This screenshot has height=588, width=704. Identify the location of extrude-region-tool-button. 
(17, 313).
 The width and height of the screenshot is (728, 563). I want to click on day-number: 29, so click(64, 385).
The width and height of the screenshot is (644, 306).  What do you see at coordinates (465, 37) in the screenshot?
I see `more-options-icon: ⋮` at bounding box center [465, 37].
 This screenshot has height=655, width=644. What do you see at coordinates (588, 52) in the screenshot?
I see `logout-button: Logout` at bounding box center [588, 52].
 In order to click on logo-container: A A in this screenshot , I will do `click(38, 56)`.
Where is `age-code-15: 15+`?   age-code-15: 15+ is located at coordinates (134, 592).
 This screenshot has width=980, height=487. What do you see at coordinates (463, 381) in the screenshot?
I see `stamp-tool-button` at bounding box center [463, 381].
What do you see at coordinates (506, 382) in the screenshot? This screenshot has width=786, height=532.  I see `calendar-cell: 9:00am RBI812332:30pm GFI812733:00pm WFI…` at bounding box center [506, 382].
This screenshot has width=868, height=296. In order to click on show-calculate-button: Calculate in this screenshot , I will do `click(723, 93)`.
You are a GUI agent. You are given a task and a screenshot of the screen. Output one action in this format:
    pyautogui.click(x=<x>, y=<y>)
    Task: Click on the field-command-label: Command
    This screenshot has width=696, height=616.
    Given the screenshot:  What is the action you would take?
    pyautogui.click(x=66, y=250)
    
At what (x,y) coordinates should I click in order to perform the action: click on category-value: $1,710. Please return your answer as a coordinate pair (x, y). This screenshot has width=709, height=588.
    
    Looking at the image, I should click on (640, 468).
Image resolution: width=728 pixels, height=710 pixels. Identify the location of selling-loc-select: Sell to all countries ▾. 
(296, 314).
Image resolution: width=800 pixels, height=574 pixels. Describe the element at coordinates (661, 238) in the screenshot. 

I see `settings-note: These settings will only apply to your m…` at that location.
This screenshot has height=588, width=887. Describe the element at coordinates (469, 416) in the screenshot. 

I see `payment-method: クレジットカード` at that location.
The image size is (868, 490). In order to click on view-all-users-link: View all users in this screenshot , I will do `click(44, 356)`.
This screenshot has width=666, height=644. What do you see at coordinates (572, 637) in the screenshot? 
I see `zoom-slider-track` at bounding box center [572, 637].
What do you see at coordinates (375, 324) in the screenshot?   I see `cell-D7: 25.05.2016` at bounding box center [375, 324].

☆ ☆ ☆

▶ **Assignment**
The string "cell" marks the lines to copy; report each of them from the data above.

▶ **Response to the exercise**
What do you see at coordinates (506, 382) in the screenshot? This screenshot has width=786, height=532.  I see `calendar-cell: 9:00am RBI812332:30pm GFI812733:00pm WFI…` at bounding box center [506, 382].
What do you see at coordinates (375, 324) in the screenshot?   I see `cell-D7: 25.05.2016` at bounding box center [375, 324].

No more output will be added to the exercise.